There are no "instant salvations" because some missionary showed them a bible and told them to accept jesus. That is complete and utter BS.
I am really trying to stay out of this, but I have to say if I told someone about my views on God and they immediately converted to Christianity I'd be pretty damned skeptical. Faith and understanding of God isn't something someone is going to grasp in an hour or so. I am reminded of a friend to whom I loaned my copy of the
Tao Te Ching. He gave it back the next day and said "
wow that was great, I got a lot out of it". My immediate thought was "
It took me six months of thinking about it to understand chapter one which is half a page long. Either I am really stupid or you didn't grasp a damn thing."
You are intellectualizing faith.
It's a spiritual experience and people can come to a saving knowledge of God as with God all things are possible. It's disappointing to see people of Faith still relying so much in intellectualism and knowledge, and denying Godly miracles and revelations.
That is true, but I have seen it way too many times. When I was in my teens I was already engaged in a search for "the truth"...my "quest" started when I was in 6th grade and got booted out of Catholic school for arguing with the nuns and corrupting the minds of my peers.

After that I engaged in a lifetime of study and believe me...I studied EVERYTHING. You name it, I gave it a shot. So for a time I was attending a real holy roller evangelical church and people would get saved and they would go on this huge emotional high with God. But the problem was, the emotional high went away and then they started asking questions about what it was they had actually committed themselves to. More often than not, they didn't like what the pastor was telling them about how they had to live their life from then on.
So when you accept Jesus or God or Allah or whatever there is going to be that immediate spiritual connection, but people forget that they are making a commitment and defining themselves. When you define yourself as anything you are telling the world "
this is what I believe". So when I was in the church what I saw time and time again was people riding that emotional high and feeling that connection to God, and they they started to realize that they had just defined themselves in a way that they hadn't previously considered. I saw far more people get saved and leave the church a few months later than get saved and stick around. And of course all the back-stabbing, gossiping, and trash talk about the people who didn't show up for church that week didn't help.
For me, if someone is going to convert to any faith or even define themselves in any particular way they should really understand what it is they are getting into. We talk about how people should not be baptized until they are old enough to understand and make that conscious choice. I agree with that. The same is frequently true for a conversion...they take the leap before they understand.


Work task »
The response must contain every line below in which "limit" appears.

Raw data »
※
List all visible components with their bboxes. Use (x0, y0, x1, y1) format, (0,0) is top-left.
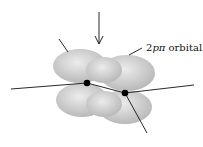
bond-lines (11, 39, 194, 133)
atom-dot (122, 90, 129, 97)
arrow-down-icon (95, 12, 103, 44)
orbital-label: 2pπ orbital (146, 42, 202, 53)
atom-dot (84, 80, 91, 87)
orbital-diagram (0, 0, 203, 147)
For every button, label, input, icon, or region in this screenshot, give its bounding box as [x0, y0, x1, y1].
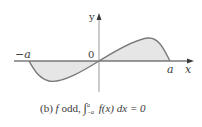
integral-lower-limit: −a: [87, 109, 94, 116]
x-axis-label: x: [185, 63, 192, 76]
origin-label: 0: [88, 49, 94, 60]
caption-part: (b): [40, 102, 53, 114]
caption-odd: odd,: [61, 102, 80, 114]
y-axis-label: y: [88, 11, 95, 22]
integral-upper-limit: a: [87, 102, 94, 109]
figure-caption: (b) f odd, ∫ a −a f(x) dx = 0: [40, 100, 170, 122]
neg-a-label: −a: [15, 48, 31, 61]
caption-integrand: f(x) dx = 0: [99, 102, 146, 114]
odd-function-figure: y x 0 −a a (b) f odd, ∫ a −a f(x) dx = 0: [0, 0, 202, 127]
pos-a-label: a: [167, 63, 174, 76]
shaded-area-negative: [29, 61, 99, 81]
y-axis-arrow-icon: [97, 13, 102, 20]
caption-f: f: [56, 102, 59, 114]
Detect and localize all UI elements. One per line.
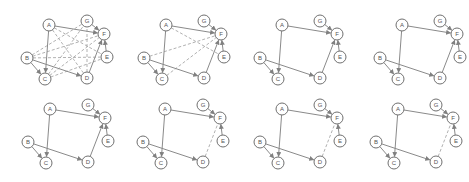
node-label: G	[85, 18, 90, 24]
node-G: G	[81, 15, 93, 27]
node-E: E	[102, 135, 114, 147]
node-D: D	[197, 156, 209, 168]
node-label: A	[280, 106, 284, 112]
node-C: C	[156, 73, 168, 85]
node-label: D	[318, 75, 323, 81]
node-label: E	[338, 138, 342, 144]
node-label: E	[106, 138, 110, 144]
edge-B-C	[31, 63, 41, 75]
edge-B-F	[150, 36, 215, 56]
node-label: E	[222, 54, 226, 60]
node-E: E	[334, 51, 346, 63]
node-B: B	[254, 136, 266, 148]
edge-G-F	[93, 109, 100, 115]
edge-B-C	[384, 63, 394, 75]
node-B: B	[138, 52, 150, 64]
node-label: D	[434, 159, 439, 165]
edge-A-C	[162, 115, 165, 157]
node-A: A	[159, 103, 171, 115]
edge-D-F	[206, 40, 219, 72]
edge-A-C	[279, 31, 282, 73]
node-label: F	[451, 115, 455, 121]
node-label: D	[318, 159, 323, 165]
node-label: A	[280, 22, 284, 28]
edge-A-C	[395, 115, 398, 157]
graph-panel-5: AGFEBCD	[22, 99, 114, 169]
node-label: B	[378, 55, 382, 61]
edge-C-F	[50, 38, 99, 76]
node-label: C	[159, 160, 164, 166]
node-label: B	[142, 55, 146, 61]
node-D: D	[314, 72, 326, 84]
graph-panel-6: AGFEBCD	[137, 99, 229, 169]
node-label: C	[160, 76, 165, 82]
node-label: B	[258, 139, 262, 145]
edge-B-C	[32, 147, 42, 159]
node-G: G	[82, 99, 94, 111]
node-F: F	[214, 112, 226, 124]
node-label: G	[318, 102, 323, 108]
panels-container: AGFEBCDAGFEBCDAGFEBCDAGFEBCDAGFEBCDAGFEB…	[21, 15, 466, 169]
node-C: C	[272, 73, 284, 85]
edge-G-F	[92, 25, 99, 31]
node-label: C	[396, 76, 401, 82]
edge-B-E	[33, 57, 101, 58]
edge-B-C	[148, 63, 158, 75]
node-D: D	[81, 72, 93, 84]
node-label: E	[338, 54, 342, 60]
edge-A-F	[56, 110, 99, 117]
edge-B-C	[147, 147, 157, 159]
node-E: E	[217, 135, 229, 147]
node-C: C	[272, 157, 284, 169]
edge-G-F	[325, 25, 332, 31]
node-label: A	[400, 22, 404, 28]
node-F: F	[331, 28, 343, 40]
node-D: D	[430, 156, 442, 168]
node-label: A	[396, 106, 400, 112]
node-F: F	[98, 28, 110, 40]
node-G: G	[314, 99, 326, 111]
graph-panel-4: AGFEBCD	[374, 15, 466, 85]
node-label: F	[219, 31, 223, 37]
node-B: B	[254, 52, 266, 64]
node-C: C	[388, 157, 400, 169]
edge-B-C	[264, 63, 274, 75]
edge-A-F	[288, 26, 331, 33]
node-B: B	[370, 136, 382, 148]
node-label: A	[164, 22, 168, 28]
node-label: B	[25, 55, 29, 61]
node-A: A	[160, 19, 172, 31]
node-C: C	[155, 157, 167, 169]
edge-A-C	[279, 115, 282, 157]
node-B: B	[22, 136, 34, 148]
node-label: E	[221, 138, 225, 144]
graph-figure: AGFEBCDAGFEBCDAGFEBCDAGFEBCDAGFEBCDAGFEB…	[0, 0, 469, 182]
node-label: D	[201, 159, 206, 165]
edge-E-F	[105, 40, 106, 51]
node-label: F	[455, 31, 459, 37]
node-A: A	[392, 103, 404, 115]
graph-panel-8: AGFEBCD	[370, 99, 462, 169]
edge-E-F	[222, 40, 223, 51]
node-label: G	[438, 18, 443, 24]
node-D: D	[82, 156, 94, 168]
node-D: D	[314, 156, 326, 168]
node-label: F	[102, 31, 106, 37]
edge-B-C	[264, 147, 274, 159]
node-F: F	[331, 112, 343, 124]
edge-D-F	[89, 40, 102, 72]
node-label: D	[438, 75, 443, 81]
node-label: B	[26, 139, 30, 145]
node-G: G	[314, 15, 326, 27]
node-E: E	[101, 51, 113, 63]
node-label: D	[86, 159, 91, 165]
edge-E-F	[338, 124, 339, 135]
edge-D-F	[322, 124, 335, 156]
node-label: F	[218, 115, 222, 121]
edge-A-F	[171, 110, 214, 117]
node-label: D	[202, 75, 207, 81]
node-F: F	[447, 112, 459, 124]
node-A: A	[276, 103, 288, 115]
node-label: C	[392, 160, 397, 166]
edge-C-F	[167, 38, 216, 76]
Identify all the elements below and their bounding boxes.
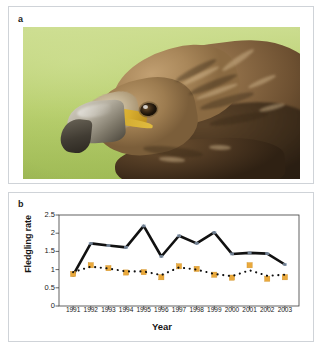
- series-black-dotted-line: [73, 267, 285, 276]
- panel-a-label: a: [18, 15, 23, 24]
- plot-frame: [59, 215, 299, 306]
- figure-panel-b: b Fledgling rate 00.511.522.5 1991199219…: [8, 192, 314, 342]
- eagle-eye-highlight: [143, 105, 148, 109]
- x-axis-title: Year: [9, 321, 315, 332]
- eagle-beak-tip: [59, 118, 92, 155]
- x-tick-label: 2003: [274, 307, 296, 314]
- fledgling-rate-chart: Fledgling rate 00.511.522.5 199119921993…: [9, 193, 315, 343]
- series-orange-squares: [71, 263, 288, 282]
- eagle-photograph: [23, 27, 300, 179]
- axis-ticks: [56, 215, 285, 310]
- x-axis-tick-labels: 1991199219931994199519961997199819992000…: [59, 307, 299, 319]
- figure-panel-a: a: [8, 6, 314, 184]
- eagle-illustration: [23, 27, 300, 179]
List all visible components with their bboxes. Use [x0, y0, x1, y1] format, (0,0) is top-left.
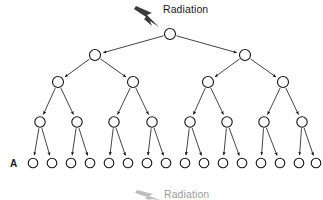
- tree-node: [278, 77, 289, 88]
- tree-edge: [250, 59, 275, 77]
- lightning-bolt-icon: [134, 6, 159, 27]
- tree-node: [35, 117, 45, 127]
- tree-node: [203, 77, 214, 88]
- tree-node: [128, 77, 139, 88]
- lightning-bolt-icon-bottom: [135, 190, 160, 200]
- tree-edge: [154, 128, 163, 155]
- tree-node: [199, 158, 209, 168]
- tree-node: [185, 117, 195, 127]
- tree-edge: [42, 128, 50, 155]
- tree-edge: [72, 128, 76, 155]
- tree-node: [28, 158, 38, 168]
- tree-node: [237, 158, 247, 168]
- tree-node: [104, 158, 114, 168]
- tree-edge: [193, 88, 205, 114]
- tree-node: [72, 117, 82, 127]
- tree-edge: [300, 128, 302, 155]
- tree-node: [259, 117, 269, 127]
- tree-node: [311, 158, 321, 168]
- tree-edge: [103, 36, 163, 53]
- tree-node: [218, 158, 228, 168]
- tree-edge: [262, 128, 264, 155]
- tree-edge: [65, 59, 90, 77]
- tree-node: [142, 158, 152, 168]
- tree-edge: [268, 88, 281, 114]
- top-radiation-label: Radiation: [163, 3, 208, 15]
- tree-edge: [224, 128, 227, 155]
- tree-edge: [79, 128, 88, 155]
- tree-node: [275, 158, 285, 168]
- tree-edge: [61, 88, 74, 114]
- tree-node: [165, 29, 176, 40]
- tree-edge: [176, 36, 236, 53]
- bottom-radiation-annotation: Radiation: [135, 188, 209, 200]
- tree-node: [256, 158, 266, 168]
- tree-edge: [186, 128, 189, 155]
- row-label-a: A: [10, 158, 17, 169]
- tree-node: [222, 117, 232, 127]
- tree-edge: [100, 59, 125, 77]
- tree-node: [90, 50, 101, 61]
- tree-edge: [148, 128, 151, 155]
- tree-edge: [211, 88, 224, 114]
- tree-edge: [43, 88, 55, 114]
- tree-edge: [229, 128, 239, 155]
- tree-node: [147, 117, 157, 127]
- tree-edge: [215, 59, 240, 77]
- tree-node: [161, 158, 171, 168]
- tree-node: [294, 158, 304, 168]
- tree-node: [109, 117, 119, 127]
- tree-node: [123, 158, 133, 168]
- tree-node: [240, 50, 251, 61]
- tree-edge: [110, 128, 113, 155]
- tree-edge: [136, 88, 149, 114]
- tree-edges: [34, 36, 313, 156]
- tree-edge: [118, 88, 131, 114]
- tree-edge: [34, 128, 39, 155]
- tree-edge: [192, 128, 201, 155]
- tree-edge: [266, 128, 277, 156]
- tree-node: [53, 77, 64, 88]
- diagram-canvas: Radiation A Radiation: [0, 0, 323, 200]
- tree-node: [180, 158, 190, 168]
- tree-node: [47, 158, 57, 168]
- tree-edge: [286, 88, 299, 114]
- radiation-tree-svg: Radiation A Radiation: [0, 0, 323, 200]
- tree-node: [66, 158, 76, 168]
- bottom-radiation-label: Radiation: [164, 188, 209, 200]
- tree-edge: [116, 128, 125, 155]
- tree-node: [297, 117, 307, 127]
- tree-nodes: [28, 29, 321, 168]
- tree-edge: [304, 128, 313, 155]
- tree-node: [85, 158, 95, 168]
※
Completed task »
integral-lower-limit: −a: [87, 109, 94, 116]
integral-upper-limit: a: [87, 102, 94, 109]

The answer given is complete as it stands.